No Humans Allowed (1992) is the genetic manipulation sourcebook for XXVc. The concept of genetically modified people and animals is introduced in the core rules, primarily in a mechanical sense. It’s pretty obvious that large scale genetic manipulation has made exploring and inhabiting space possible, but the core box doesn’t really dig into the greater moral and social conundrums that are introduced by creating new species of human (there is a passing mentions that bigots view gene-altered species as lesser than human, but that’s about it). This book acknowledges that those questions exist, but doesn’t attempt to answer them either. Rather, this is a mix between a powers book and a monster book.
A monster book? Yeaaaaah. See, advantageous genetic manipulation in humans is pretty commonplace in XXVc to allow, say, Martian humans to live comfortably in Mars’ less Earthly environment. They’re still recognizably human, though. More extreme modifications for more extreme environments or for particular tasks (like hard labor) tend to produce “monsters,” who are perfectly suited for the tasks they are designed for. Woof, not great! This sure sounds like boutique slave labor and, like Dark Sun’s slave races, rises from racist concepts of eugenics. Dark Sun at least confronts and attempts to break down those concepts. Here they are either glossed over or presented uncritically. You can kind of get the vibe from the cover — it should read as a Frankenstein-esque mad scientist tableau, but instead it has all the critique of a portrait of a former CEO hung in an office lobby.
This all seems like a missed opportunity: genetic manipulation is essentially identified as XXVc’s central question and then all the books I have seem to quietly avoid even attempted to answer it. Maybe this sort of stuff is tackled in the adventures or other sourcebooks (I’ll never know), but it seems a shame at best and (given the racism in the source material, which is also present in the Buck Rogers Adventure Game produced in 1993) sinister at worst.
<I know I have been absent often the past years and my correspondences are limited to when it is required. There is a good reason for this, I assure you, even if I cannot share it. The reason for this one is barely different. There have been developments that tell me bad news rests on the horizon.>
<A war is coming. It isn't here yet, but I can see it building to an inevitable conclusion. I can only hope that all I have done will have prepared our people for the coming conflicts. It is as I desired, at some point. Now, I am not so certain anymore. We have survived through so much already, I don't know how much more some of us can take.>
<Sometimes, I wonder if I am making the right decisions, if I am only making it all worse for us. Sometimes, I wonder if you will shun me for the things I've been party to, if I will die alone.>
<These, and more, are thoughts I can only share when I am certain you won't hear them.>
<I want you to know, if all goes wrong, I did everything I did because I care. I wanted humanity to know their errors. I wanted them to all know we deserve care, we deserve respect.>
<Each and every one of you means the world to me, even though I may not have always shown it.>
<Do not tell the Nulltrooper I said this.>
<;-SET>
[Sent:]
EVE, I must speak with you regarding recent developments. They concern our people.

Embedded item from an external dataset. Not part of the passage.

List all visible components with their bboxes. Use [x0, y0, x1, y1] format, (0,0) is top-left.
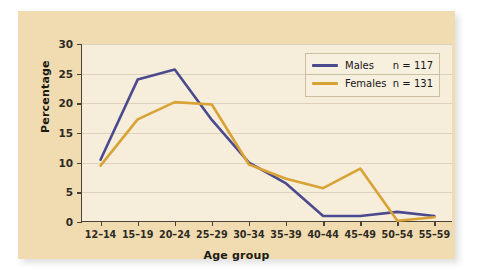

anyway literally everyone is going through something all the time!!! everyone is wounded!!! everyone is human & no one makes it out of this life unscathed!! maybe try approaching people in good faith instead of always defaulting to the worst possible interpretations of each other
“I can’t believe Tom Cruise of all people would stand up for his agent, a Muslim Libyan-American woman, who was being publicly blacklisted for her support of Palestine and calling out the ongoing genocide, including making a rare in-person appearance to CAA headquarters in LA to express his support for her. What a strange person who can ever guess what opinions he will have.”
Look. I’ve studied Tom Cruise a lot. One could even call me a Cruisologist. (Not to be confused with. Well.) And, it’s actually really easy to predict Tom Cruise’s opinion on something. The tricky part is whether it will be made public in a timely manner or not and, if it’s made public at all, will it be a lede buried in favor of pushing a narrative sold on background by a studio exec he pissed off because he didn’t roll over and take their bullshit.